In the 18th century, however, the Germans adopted a totally new system of social values with the emphasis on social stability and national security. Since then German humour has tended to ridicule the disturber of social order and to create an atmosphere of a tension-free zone. Thus, it is either moralizing or gemütlich. In either case it corroborates the authority of society as a whole. This is exactly what the two typically German forms of entertainment, the political cabaret and the Saturday family shows on TV, are still doing. The English value system has continued to emphasise the freedom of the indivudual. Thus, English humour laughs at everyone and everything and shows disrespect to any kind of authority, its four most typical forms being:

  • eccentricity (against the authority of social conventions)

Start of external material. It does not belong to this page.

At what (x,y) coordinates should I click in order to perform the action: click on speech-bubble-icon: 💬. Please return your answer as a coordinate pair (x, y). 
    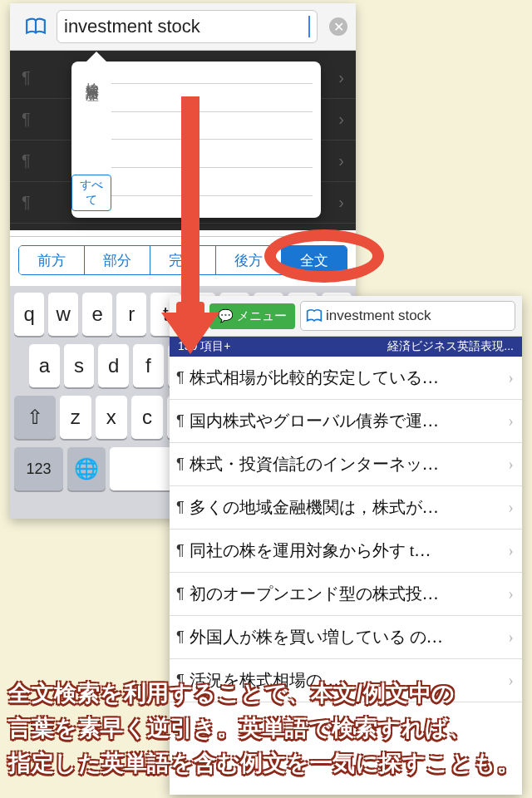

  • wordplay (against the authority of serious discourse)
  • nonsense (against the authority of sense)
  • black humour (against the authority of morals).

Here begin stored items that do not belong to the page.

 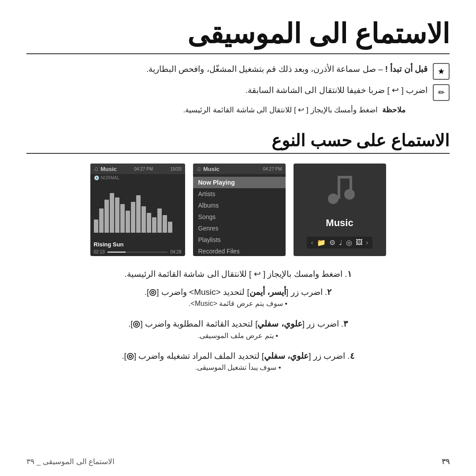 What do you see at coordinates (239, 169) in the screenshot?
I see `screen2-header: ♫ Music 04:27 PM` at bounding box center [239, 169]. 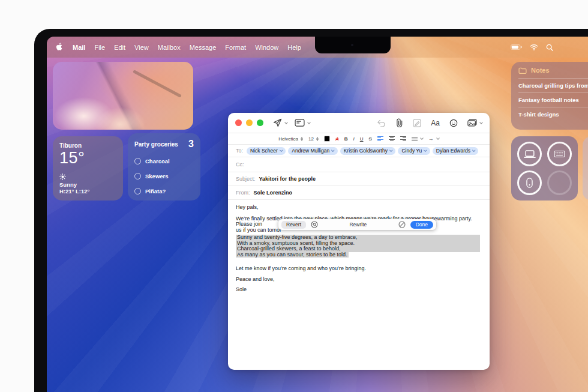 I want to click on notes-title: Notes, so click(x=540, y=70).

Since English humour strives for freedom instead of any positive values, its most characteristic feature is bathos, while the fact that the Germans did not adopt this term as a foreign word is equally characteristic of their national attitude. This is the gist of the book. The rest is additional material illustrating the basic thesis. In particular, there are chapters on German and English cartoons, on English understatement and the German preference for overstatement and on a number of direct comparisons between apparently similar matters looked at through German and English eyes. The book concludes with a look at the present situation, which shows the vanishing of the former type of German humour and its steady replacement by the English type, or, to put it in terms of the book's theoretical frame-work, a return from the later German Staatsbürgerhumor to the earlier Stadtbürgerhumor.